There was a problem hiding this comment.
Choose a reason for hiding this comment
The reason will be displayed to describe this comment to others. Learn more.
This looks reasonable, but I would like to see a corresponding cleanup in the ublox-sara-r4 driver where this is used, specifically something like this (untested):
diff --git a/drivers/modem/ublox-sara-r4.c b/drivers/modem/ublox-sara-r4.c
index 590e761fbc..951370d40e 100644
--- a/drivers/modem/ublox-sara-r4.c
+++ b/drivers/modem/ublox-sara-r4.c
@@ -64,10 +64,6 @@ static struct modem_pin modem_pins[] = {
#define MDM_POWER_DISABLE 0
#define MDM_RESET_NOT_ASSERTED 1
#define MDM_RESET_ASSERTED 0
-#if DT_INST_NODE_HAS_PROP(0, mdm_vint_gpios)
-#define MDM_VINT_ENABLE 1
-#define MDM_VINT_DISABLE 0
-#endif
#define MDM_CMD_TIMEOUT K_SECONDS(10)
#define MDM_DNS_TIMEOUT K_SECONDS(70)
@@ -642,7 +638,7 @@ static int pin_init(void)
#if DT_INST_NODE_HAS_PROP(0, mdm_vint_gpios)
LOG_DBG("Waiting for MDM_VINT_PIN = 0");
- while (modem_pin_read(&mctx, MDM_VINT) != MDM_VINT_DISABLE) {
+ while (modem_pin_read(&mctx, MDM_VINT) > 0) {
#if defined(CONFIG_MODEM_UBLOX_SARA_U2)
/* try to power off again */
LOG_DBG("MDM_POWER_PIN -> DISABLE");
@@ -677,7 +673,7 @@ static int pin_init(void)
LOG_DBG("Waiting for MDM_VINT_PIN = 1");
do {
k_sleep(K_MSEC(100));
- } while (modem_pin_read(&mctx, MDM_VINT) != MDM_VINT_ENABLE);
+ } while (modem_pin_read(&mctx, MDM_VINT) == 0);
#else
k_sleep(K_SECONDS(10));
#endif
This eliminates the implication that the enable and disable values can be something other than 1 and 0, and fixes the code so it won't enter an infinite loop if the GPIO read returns an error.
The code should still be updated to verify that an error wasn't returned, and to timeout if it doesn't power-on, but that's a bigger job.
As an aside: V_INT on this device appears to be a 1.8 V generated power rail. That should be documented in the devicetree YAML, as it seems possible to wire this up on a board where 1.8 V is below the high level threshold for a GPIO. Also not in scope for this PR, should be done with the extended changes suggested.
Just had a quick look at the Arduino range and noticed that the MKR NB 1500 is build around the Sara-R4 and Arduino MKR GSM 1400 the Sara-U2. With these changes the Arduino boards would have similar dts set-ups as the Particle ones. The MKR WAN 1310 uses the SX1276 which also has support in Zephyr under Add initial LoRaWAN support #23664. I will test these changes on alternative boards when I get a chance. Billy.. |
@sslupsky would you please evaluate my requested change so we can get this merged?
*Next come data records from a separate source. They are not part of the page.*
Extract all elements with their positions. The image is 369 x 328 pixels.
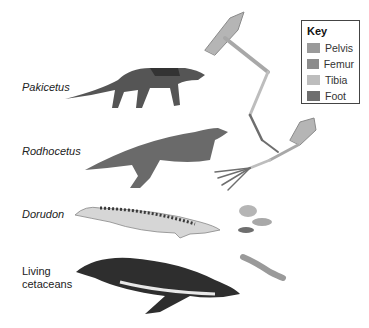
label-living-cetaceans: Living cetaceans — [22, 265, 72, 291]
femur-swatch — [307, 59, 319, 69]
foot-swatch — [307, 91, 320, 101]
label-living-line2: cetaceans — [22, 278, 72, 291]
tibia-swatch — [307, 75, 320, 85]
rodhocetus-hindlimb — [215, 118, 316, 190]
key-label: Pelvis — [325, 42, 353, 54]
label-pakicetus: Pakicetus — [22, 81, 70, 94]
key-label: Foot — [325, 90, 346, 102]
key-label: Femur — [324, 58, 354, 70]
whale-illustration — [76, 258, 240, 314]
whale-pelvis — [243, 257, 283, 278]
label-living-line1: Living — [22, 265, 72, 278]
key-legend: Key Pelvis Femur Tibia Foot — [301, 20, 360, 104]
pelvis-swatch — [307, 43, 320, 53]
key-item-tibia: Tibia — [307, 72, 354, 88]
key-item-femur: Femur — [307, 56, 354, 72]
key-label: Tibia — [325, 74, 347, 86]
key-title: Key — [307, 25, 354, 37]
label-rodhocetus: Rodhocetus — [22, 145, 81, 158]
dorudon-illustration — [75, 207, 220, 238]
label-dorudon: Dorudon — [22, 208, 64, 221]
rodhocetus-illustration — [85, 128, 228, 188]
pakicetus-illustration — [65, 68, 205, 108]
key-item-pelvis: Pelvis — [307, 40, 354, 56]
dorudon-hindlimb — [238, 205, 272, 233]
key-item-foot: Foot — [307, 88, 354, 104]
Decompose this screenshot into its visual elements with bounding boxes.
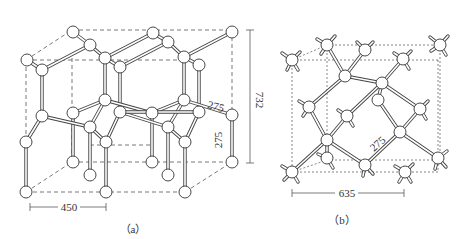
panel-a-bond-label-vertical: 275 — [212, 131, 224, 148]
panel-b-cubic-structure: 275 635 （b） — [282, 36, 448, 226]
panel-b-caption: （b） — [328, 214, 356, 226]
panel-b-width-dimension: 635 — [292, 187, 404, 199]
panel-a-height-label: 732 — [254, 92, 266, 109]
panel-a-width-label: 450 — [61, 201, 78, 213]
panel-a-height-dimension: 732 — [246, 30, 266, 163]
panel-b-bond-label: 275 — [367, 133, 388, 153]
panel-b-width-label: 635 — [339, 187, 356, 199]
panel-a-caption: （a） — [120, 223, 147, 235]
panel-a-width-dimension: 450 — [30, 201, 106, 213]
panel-a-bond-label-horizontal: 275 — [207, 98, 226, 114]
panel-a-hexagonal-structure: 732 275 275 450 （a） — [20, 26, 266, 235]
crystal-structure-figure: 732 275 275 450 （a） — [0, 0, 460, 239]
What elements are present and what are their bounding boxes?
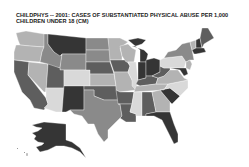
state-ND [86, 38, 110, 50]
state-KS [90, 74, 116, 86]
state-AZ [44, 88, 64, 112]
state-NM [62, 86, 84, 112]
state-HI [26, 153, 28, 156]
state-OR [14, 45, 44, 62]
us-choropleth-map [0, 0, 249, 167]
state-AK [32, 122, 86, 158]
map-artifact-dot [17, 148, 18, 149]
state-SD [86, 50, 110, 62]
state-ME [200, 28, 214, 48]
state-MA [192, 48, 206, 54]
state-WA [16, 31, 46, 47]
state-AR [116, 90, 134, 104]
state-IN [138, 62, 146, 80]
hawaii-island-dot [24, 152, 25, 153]
state-NE [86, 62, 114, 74]
state-FL [146, 112, 178, 144]
state-PA [160, 56, 186, 68]
state-WY [60, 54, 86, 70]
state-NJ [186, 60, 192, 70]
state-CO [64, 70, 90, 86]
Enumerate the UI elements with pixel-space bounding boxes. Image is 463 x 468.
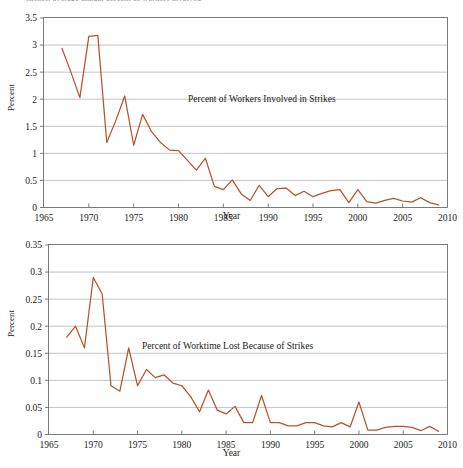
chart-bottom-frame <box>49 245 448 435</box>
chart-bottom-x-axis-title: Year <box>0 448 463 458</box>
chart-workers-involved-in-strikes: 00.511.522.533.5196519701975198019851990… <box>0 6 463 234</box>
svg-text:1: 1 <box>32 149 37 159</box>
chart-top-x-axis-title: Year <box>0 211 463 221</box>
svg-text:0.5: 0.5 <box>25 176 37 186</box>
chart-bottom-annotation: Percent of Worktime Lost Because of Stri… <box>142 341 313 351</box>
chart-top-data-line <box>62 35 439 204</box>
svg-text:0.05: 0.05 <box>25 403 42 413</box>
chart-bottom-gridlines <box>49 272 448 407</box>
chart-top-y-axis-title: Percent <box>6 84 16 111</box>
clipped-header-text: strikes, average annual percent of worke… <box>26 0 201 1</box>
svg-text:0.1: 0.1 <box>30 376 42 386</box>
chart-bottom-data-line <box>67 277 439 431</box>
svg-text:0.25: 0.25 <box>25 295 42 305</box>
svg-text:3: 3 <box>32 40 37 50</box>
figure-page: strikes, average annual percent of worke… <box>0 0 463 468</box>
svg-text:0.3: 0.3 <box>30 267 42 277</box>
chart-top-annotation: Percent of Workers Involved in Strikes <box>188 94 336 104</box>
chart-top-svg: 00.511.522.533.5196519701975198019851990… <box>0 6 463 234</box>
chart-bottom-svg: 00.050.10.150.20.250.30.3519651970197519… <box>0 236 463 468</box>
svg-text:0.35: 0.35 <box>25 240 42 250</box>
svg-text:0.2: 0.2 <box>30 322 42 332</box>
svg-text:0.15: 0.15 <box>25 349 42 359</box>
svg-text:2: 2 <box>32 95 37 105</box>
svg-text:3.5: 3.5 <box>25 13 37 23</box>
svg-text:2.5: 2.5 <box>25 68 37 78</box>
chart-bottom-ticks <box>45 245 403 435</box>
chart-top-ticks <box>40 18 403 208</box>
svg-text:0: 0 <box>37 430 42 440</box>
chart-worktime-lost-because-of-strikes: 00.050.10.150.20.250.30.3519651970197519… <box>0 236 463 468</box>
chart-bottom-y-axis-title: Percent <box>6 310 16 337</box>
svg-text:1.5: 1.5 <box>25 122 37 132</box>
Thanks. |
@pabigot I should be able to do this today ... I've been distracted with some issues with the shell for the past few days. @WilliamGFish Yes, that was the idea for the NB 1500. Regarding the MKR WAN 1310, this device uses a Murata module. So, you need to put the module in "passthrough" mode in order to make it look like a SX1276. I'm split between going that route and using the LoRaWAN stack in #23664 you referred to or utilizing the STM micro firmware on the module as Arduino does. The module firmware currently supports an AT command set. I have created a Zephyr POC driver that uses the AT command set to communicate with the module. I based it on the modem stack. It does not appear ST plans to create a GitHub repo for the AT command firmware that resides on the module. The source code can be downloaded from ST's web site but having the community submit PR's is not possible. There are a few design issues with the MKR WAN 1310 that need to be take into account to achieve the best power performance. Moreover, attention to memory footprint is necessary because of the limited SRAM (32K) of the SAMD21 MCU. Do you know what the SRAM memory requirements of the LoRaWAN #23644 are? I've got a pretty basic application running at the moment and I am pushing close to 30K of memory usage. So, if the LoRa stack consumes much RAM I am not sure it makes sense to implement the LoRa stack on the SAMD21. What I think might be a better approach is to create a Zephyr application that runs on the Murata module using #23664 that replaces the existing module firmware. The module has an STM L0 or L4 MCU I believe (I cannot recall which one at the moment). This way, we could change the I/O interface between the SAMD21 and the module to use the SPI interface instead of the UART. This would also allow practical use of the 16 Mbit on board NOR flash that is on the MKR WAN 1310 now. At the moment, the nor flash is pretty much unusable because you need to put the module into reset to use the SPI bus to access the flash. I was hoping to find someone else interested in MKR WAN 1310 to discuss these ideas. Let me know if you are interested to do so. |
@pabigot I had a closer look at the sara-r4 driver and the data sheet. First, I need to confirm that the pin enumerated as "MDM_POWER" in the driver corresponds to the pin described as "PWR_ON" in the datasheet (4.2.8). Do you know if that is that correct? |
I downloaded the schematics for the Particle Boron which shows the PWR_ON connection. Just to confirm, the driver was originally developed for this board? |
Your suggestion looks good. I cannot test it. |
This commit references modem_pin() and modem_shell() modem_pin(): use new gpio api The existing pin driver does not respect gpio configuration in device tree for active high / low This commit allows for the device tree to determine the active logic level. modem_shell(): use correct string length The ms_send macro uses iface.write() to send a string. iface.write() requires the length of the string not the size of the string. This commit corrects the string length. drivers: ublox-sara-r4: fix vint polling This eliminates the implication that the enable and disable values can be something other than 1 and 0, and fixes the code so it won't enter an infinite loop if the GPIO read returns an error. Signed-off-by: Steven Slupsky <sslupsky@gmail.com>
10d3165
to
70d1d7d
Compare
@pabigot ok, I pushed the change. I believe you are correct, there are a few other things that need to be addressed in another PR. |
There was a problem hiding this comment.
Choose a reason for hiding this comment
The reason will be displayed to describe this comment to others. Learn more.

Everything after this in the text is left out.